Madeleine May Kunin | Jewish Women's Archive (original) (raw)
Born in Zurich, Switzerland, on September 28, 1933, Madeleine May Kunin was the second child of a German father and Swiss mother, Ferdinand and Renée (Bloch) May. Her father died when she was almost three years old; not until she was in college did she learn that his death had been a suicide. Her mother moved the family several times, finally settling in a small town, Hergiswil, where she thought they might be safer in case of a Nazi invasion. As the German threat grew, Renée May sought a visa to enter the United States. In June 1940, the family arrived in New York City.
Members of Madeleine’s parents’ families became scattered throughout Europe, Palestine, and the United States during the period between the two world wars. Several relatives died in concentration camps. These events left a deep impression on her, as she wrote in her autobiography:
On some level that I do not yet fully understand, I believe I transformed my sense of the Holocaust into personal political activism. This was the source of my political courage. I could do what the victims could not: oppose evil whenever I recognized it. The United States of America would protect me. I lived in a time and place when it was safe for a Jew to be a political person, to speak, to oppose, to stand up.
Kunin graduated from the University of Massachusetts in 1956, with a BA in history. She earned an MS from the Columbia School of Journalism. As a fledgling journalist, she first encountered career barriers based on her sex. Potential employers unabashedly stated that they would not hire her because she was a woman, while others offered her work only for the “women’s page.” She obtained her first job as a journalist with the Burlington Free Press in Burlington, Vermont, where she became a general assignment reporter. She left the newspaper in 1958 to serve as a guide in the American Pavilion at the Brussels World’s Fair, returning to her native Europe for the first time since fleeing in 1940.
In Burlington, she met Dr. Arthur S. Kunin, whom she married on June 21, 1959. Four children—Julia, Peter, Adam, and Daniel—followed between 1961 and 1969, and for a decade, Kunin devoted her attention largely to domestic concerns. Yet, during those years, living in Burlington, in Cambridge, Massachusetts, and in Bern, Switzerland, when her husband was on sabbatical, Kunin was developing skills, contacts, and attitudes that would shape her political career in the years ahead.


== Task brief ==
The answer must be an exact copy of the lines from the one containing "Extract all elements" through the end of the records, with the pictures left out.

== Figure record listings ==
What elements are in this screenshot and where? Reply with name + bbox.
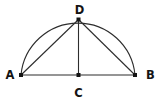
label-A: A xyxy=(6,68,15,82)
point-A xyxy=(19,73,23,77)
semicircle-diagram: ABCD xyxy=(0,0,161,106)
label-B: B xyxy=(146,68,155,82)
segment-AD xyxy=(21,20,79,76)
segment-DB xyxy=(79,20,136,76)
geometry-figure: ABCD xyxy=(0,0,161,106)
point-C xyxy=(77,73,81,77)
label-C: C xyxy=(74,86,82,100)
label-D: D xyxy=(75,3,85,17)
point-B xyxy=(133,73,137,77)
point-D xyxy=(77,18,81,22)
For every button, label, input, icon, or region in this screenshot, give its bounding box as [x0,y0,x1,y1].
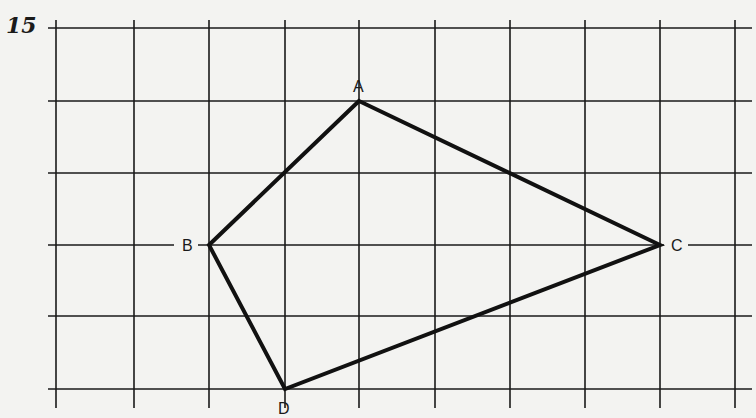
grid-lines [48,20,752,408]
quadrilateral-diagram: A B C D [0,0,756,418]
vertex-label-b: B [182,237,193,254]
vertex-label-d: D [278,400,290,417]
vertex-label-a: A [353,78,364,95]
vertex-label-c: C [671,237,683,254]
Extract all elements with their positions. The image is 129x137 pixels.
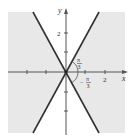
svg-text:3: 3 xyxy=(87,83,90,89)
graph: y x 2 2 π 3 − π 3 xyxy=(0,0,129,137)
svg-text:3: 3 xyxy=(78,64,81,70)
y-tick-label: 2 xyxy=(57,30,61,38)
svg-text:π: π xyxy=(86,76,89,82)
y-axis-label: y xyxy=(57,6,62,15)
y-axis-arrow-icon xyxy=(64,8,68,14)
origin-point xyxy=(64,70,67,73)
x-axis-label: x xyxy=(121,74,126,83)
svg-text:π: π xyxy=(77,57,80,63)
x-tick-label: 2 xyxy=(103,76,107,84)
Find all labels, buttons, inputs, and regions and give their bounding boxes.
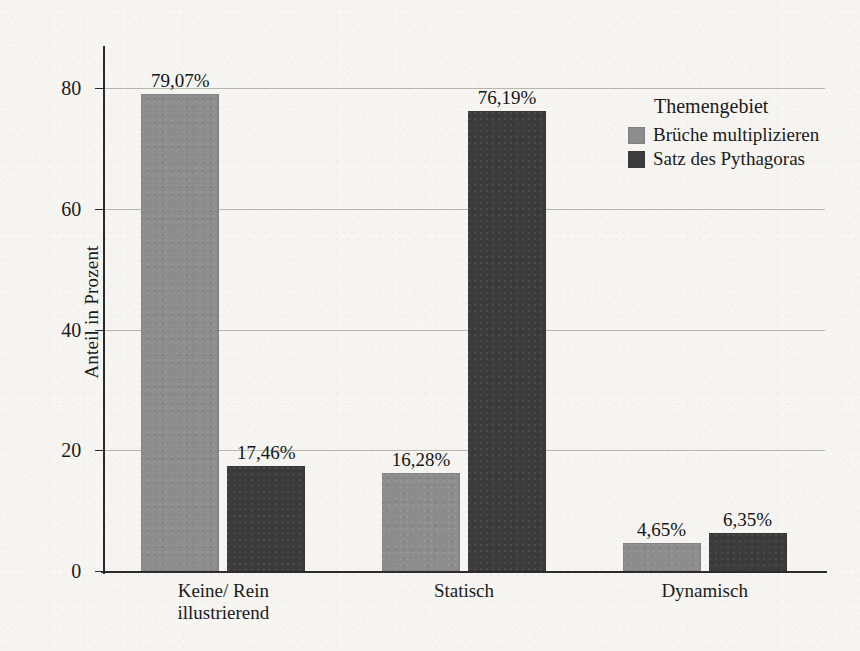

== Exercise response ==
Extract all elements with their positions. The image is 129x137 pixels.
svg-text:3: 3 xyxy=(87,83,90,89)
graph: y x 2 2 π 3 − π 3 xyxy=(0,0,129,137)
svg-text:3: 3 xyxy=(78,64,81,70)
y-tick-label: 2 xyxy=(57,30,61,38)
svg-text:π: π xyxy=(86,76,89,82)
y-axis-label: y xyxy=(57,6,62,15)
y-axis-arrow-icon xyxy=(64,8,68,14)
origin-point xyxy=(64,70,67,73)
x-axis-label: x xyxy=(121,74,126,83)
svg-text:π: π xyxy=(77,57,80,63)
x-tick-label: 2 xyxy=(103,76,107,84)
Find all labels, buttons, inputs, and regions and give their bounding boxes.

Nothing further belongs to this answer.